The analyst pushed back on fears that exchanges will compress sportsbook margins or capture outsized share. He questioned whether a peer-to-peer model can amass the capital depth to absorb NFL-scale volatility and match parlay economics. Still, he warned that first-mover advantage could harden in big non-OSB states like Texas and California if exchanges keep operating unchecked, raising the stakes for both sides in the courtroom and on Capitol Hill.

Strategy under pressure: wait, hedge or jump

Both Jefferies and J.P. Morgan say large operators are balancing opportunity and risk. Politzer called sports prediction markets “too good to pass up” in early September, projecting sizable upside if DraftKings and FanDuel could offer exchange-style products in non-OSB states via federal permissions. He framed a path where brand reach and database marketing give incumbents an edge once the legal lane opens. But he also detailed the political blowback that makes a full-throttle push risky: objections from tribes, state regulators, leagues and responsible gambling advocates centered on tax circumvention and lighter consumer protections.

Jefferies’ read from Wallach reinforced a wait-and-see posture for Flutter and DraftKings. If courts ultimately bless sports as eligible swaps, the big books can enter fast with scale. If not, nothing changes and the disruption risk recedes. In the meantime, exchange operators can reach customers in prohibition states, pulling attention and potentially setting user habits, while sportsbooks weigh whether interim moves would jeopardize future legalization campaigns or tribal partnerships.

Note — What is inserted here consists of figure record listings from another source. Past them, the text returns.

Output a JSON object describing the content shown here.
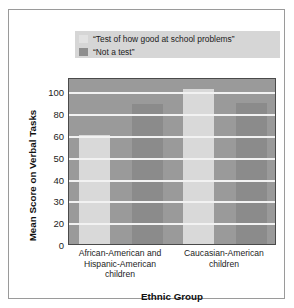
{
  "chart_data": {
    "type": "bar",
    "title": "",
    "xlabel": "Ethnic Group",
    "ylabel": "Mean Score on Verbal Tasks",
    "categories": [
      "African-American and Hispanic-American children",
      "Caucasian-American children"
    ],
    "category_lines": [
      [
        "African-American and",
        "Hispanic-American",
        "children"
      ],
      [
        "Caucasian-American",
        "children"
      ]
    ],
    "series": [
      {
        "name": "“Test of how good at school problems”",
        "values": [
          60,
          102
        ],
        "color": "#d9d9d9"
      },
      {
        "name": "“Not a test”",
        "values": [
          88,
          89
        ],
        "color": "#8b8b8b"
      }
    ],
    "yticks": [
      0,
      20,
      30,
      40,
      50,
      60,
      80,
      100
    ],
    "ytick_labels": [
      "0",
      "20",
      "30",
      "40",
      "50",
      "60",
      "80",
      "100"
    ],
    "ylim": [
      0,
      110
    ],
    "grid": true,
    "grid_color": "#f2f2f2",
    "plot_background": "#9a9a9a",
    "legend_position": "above-plot"
  },
  "legend": {
    "items": [
      {
        "label": "“Test of how good at school problems”",
        "swatch": "light"
      },
      {
        "label": "“Not a test”",
        "swatch": "dark"
      }
    ],
    "background": "#d6d6d6"
  },
  "axes": {
    "y_title": "Mean Score on Verbal Tasks",
    "x_title": "Ethnic Group",
    "ytick_labels": [
      "100",
      "80",
      "60",
      "50",
      "40",
      "30",
      "20",
      "0"
    ]
  },
  "colors": {
    "light_bar": "#d9d9d9",
    "dark_bar": "#8b8b8b",
    "plot_bg": "#9a9a9a",
    "gridline": "#f2f2f2",
    "frame": "#9a9a9a",
    "text": "#1c1c1c"
  }
}
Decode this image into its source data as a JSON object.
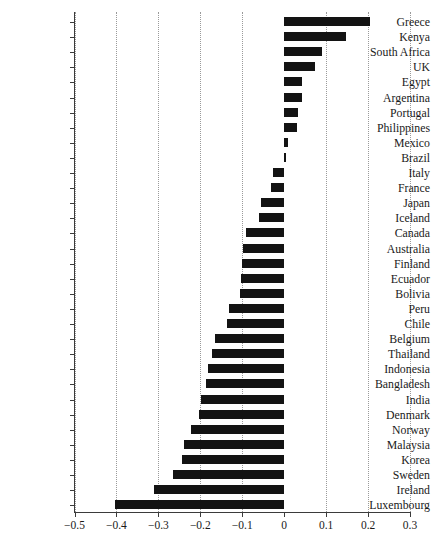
{
  "chart_data": {
    "type": "bar",
    "orientation": "horizontal",
    "title": "",
    "subtitle": "",
    "xlabel": "",
    "ylabel": "",
    "xlim": [
      -0.5,
      0.3
    ],
    "ylim": null,
    "grid": true,
    "grid_axis": "x",
    "grid_style": "dotted",
    "legend": null,
    "legend_position": "none",
    "bar_color": "#131313",
    "axis_color": "#3b3b3b",
    "background_color": "#ffffff",
    "xticks": [
      -0.5,
      -0.4,
      -0.3,
      -0.2,
      -0.1,
      0,
      0.1,
      0.2,
      0.3
    ],
    "xtick_labels": [
      "-0.5",
      "-0.4",
      "-0.3",
      "-0.2",
      "-0.1",
      "0",
      "0.1",
      "0.2",
      "0.3"
    ],
    "categories": [
      "Greece",
      "Kenya",
      "South Africa",
      "UK",
      "Egypt",
      "Argentina",
      "Portugal",
      "Philippines",
      "Mexico",
      "Brazil",
      "Italy",
      "France",
      "Japan",
      "Iceland",
      "Canada",
      "Australia",
      "Finland",
      "Ecuador",
      "Bolivia",
      "Peru",
      "Chile",
      "Belgium",
      "Thailand",
      "Indonesia",
      "Bangladesh",
      "India",
      "Denmark",
      "Norway",
      "Malaysia",
      "Korea",
      "Sweden",
      "Ireland",
      "Luxembourg"
    ],
    "values": [
      0.205,
      0.148,
      0.091,
      0.074,
      0.043,
      0.042,
      0.034,
      0.031,
      0.009,
      0.004,
      -0.026,
      -0.031,
      -0.055,
      -0.059,
      -0.092,
      -0.098,
      -0.101,
      -0.104,
      -0.106,
      -0.131,
      -0.137,
      -0.166,
      -0.172,
      -0.182,
      -0.186,
      -0.199,
      -0.202,
      -0.223,
      -0.24,
      -0.243,
      -0.265,
      -0.31,
      -0.403
    ]
  }
}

Taxes, fees and the shifting economics of choice

While the legal fight unfolds, rising state taxes are pushing operators to rework pricing and could unintentionally make prediction markets look cheaper to some bettors. Flutter’s FanDuel will impose a 50-cent per-wager fee in Illinois to offset a progressive handle tax, and Jefferies expects DraftKings to mirror the move. The firm estimates the surcharge will mostly drop to cash flow with limited impact on market share, though it may trim handle growth. The analyst does not see the Illinois model spreading widely, but it underscores how state policy can reshape cost structures in ways customers feel directly.

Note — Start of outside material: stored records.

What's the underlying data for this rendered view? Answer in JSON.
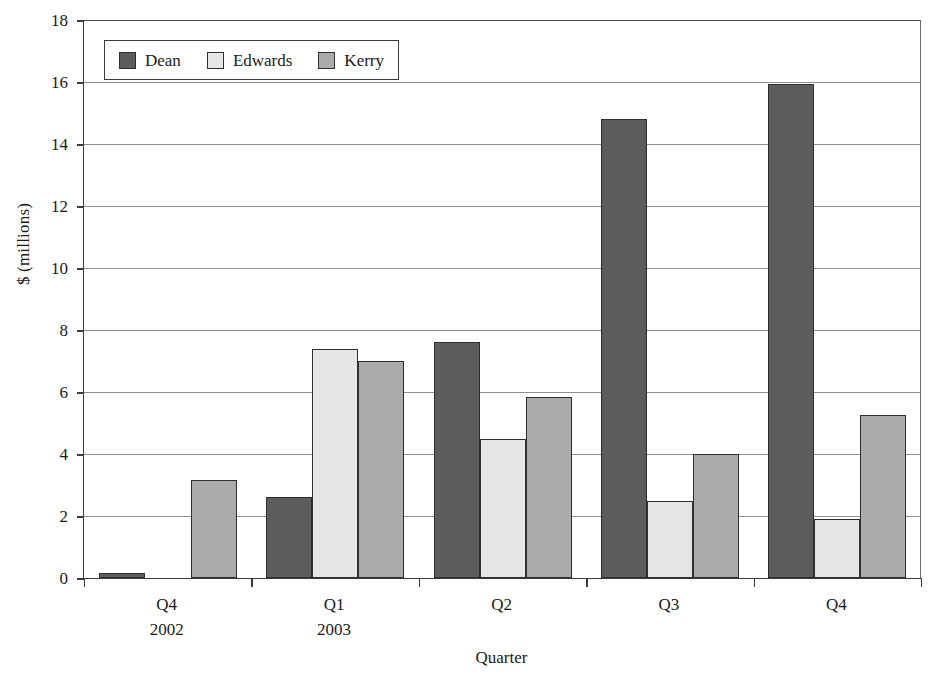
{
  "chart_data": {
    "type": "bar",
    "title": "",
    "xlabel": "Quarter",
    "ylabel": "$ (millions)",
    "ylim": [
      0,
      18
    ],
    "ytick_step": 2,
    "yticks": [
      18,
      16,
      14,
      12,
      10,
      8,
      6,
      4,
      2,
      0
    ],
    "grid": true,
    "legend_position": "top-left-inside",
    "categories": [
      "Q4\n2002",
      "Q1\n2003",
      "Q2",
      "Q3",
      "Q4"
    ],
    "category_lines": [
      {
        "line1": "Q4",
        "line2": "2002"
      },
      {
        "line1": "Q1",
        "line2": "2003"
      },
      {
        "line1": "Q2",
        "line2": ""
      },
      {
        "line1": "Q3",
        "line2": ""
      },
      {
        "line1": "Q4",
        "line2": ""
      }
    ],
    "series": [
      {
        "name": "Dean",
        "color": "#5c5c5c",
        "values": [
          0.15,
          2.6,
          7.6,
          14.8,
          15.95
        ]
      },
      {
        "name": "Edwards",
        "color": "#e6e6e6",
        "values": [
          0.0,
          7.4,
          4.5,
          2.5,
          1.9
        ]
      },
      {
        "name": "Kerry",
        "color": "#ababab",
        "values": [
          3.15,
          7.0,
          5.85,
          4.0,
          5.25
        ]
      }
    ]
  },
  "legend": {
    "entries": [
      {
        "label": "Dean",
        "color": "#5c5c5c"
      },
      {
        "label": "Edwards",
        "color": "#e6e6e6"
      },
      {
        "label": "Kerry",
        "color": "#ababab"
      }
    ]
  },
  "axes": {
    "y_title": "$ (millions)",
    "x_title": "Quarter"
  }
}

Jefferies also expects higher taxes and the cost of entering prediction markets to dent DraftKings’ near-term numbers. In July, the firm projected lower 2025–26 earnings versus prior estimates, citing new state levies in several markets and a placeholder cost of $100 million to pursue prediction-market wagering. The forecast still backed a bullish sector view, but it illustrated the tradeoffs: higher taxes pressure sportsbook pricing power, while exchange products dangle lower-fee alternatives for price-sensitive users if they remain available.

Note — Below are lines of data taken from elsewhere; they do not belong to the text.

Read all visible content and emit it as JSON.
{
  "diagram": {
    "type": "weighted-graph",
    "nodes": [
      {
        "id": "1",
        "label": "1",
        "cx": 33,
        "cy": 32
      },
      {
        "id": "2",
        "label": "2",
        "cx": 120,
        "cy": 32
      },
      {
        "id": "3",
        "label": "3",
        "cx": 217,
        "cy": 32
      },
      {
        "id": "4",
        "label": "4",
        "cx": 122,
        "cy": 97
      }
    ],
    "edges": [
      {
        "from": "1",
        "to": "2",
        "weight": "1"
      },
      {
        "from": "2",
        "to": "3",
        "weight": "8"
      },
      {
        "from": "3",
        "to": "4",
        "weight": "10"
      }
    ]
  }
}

The stakes: consumer protections, state revenue and first-mover lock-in

At core, this fight is about who sets the rules and who captures the economics. States see a risk that federally sanctioned exchanges siphon wagering volume without sharing in tax revenue or meeting state-level safeguards. Tribes view potential erosion of exclusivity compacts. Leagues and advocates warn about integrity and responsible gambling gaps. Analysts say if Washington or the Supreme Court bars sports-event contracts under commodities law, the challenge fades and sportsbooks revert to business as usual. If courts bless them or Congress carves out a path, the largest incumbents will likely enter and compete on product and scale.

Between those poles lies the status quo, where exchanges can build a beachhead in states that have yet to legalize sports betting and test demand for new formats, while sportsbooks calibrate fees and promotions to cope with rising taxes. Investors are trading that uncertainty with each court filing. The outcome will determine not just who wins share, but whether consumer protections and tax frameworks follow the action or chase it.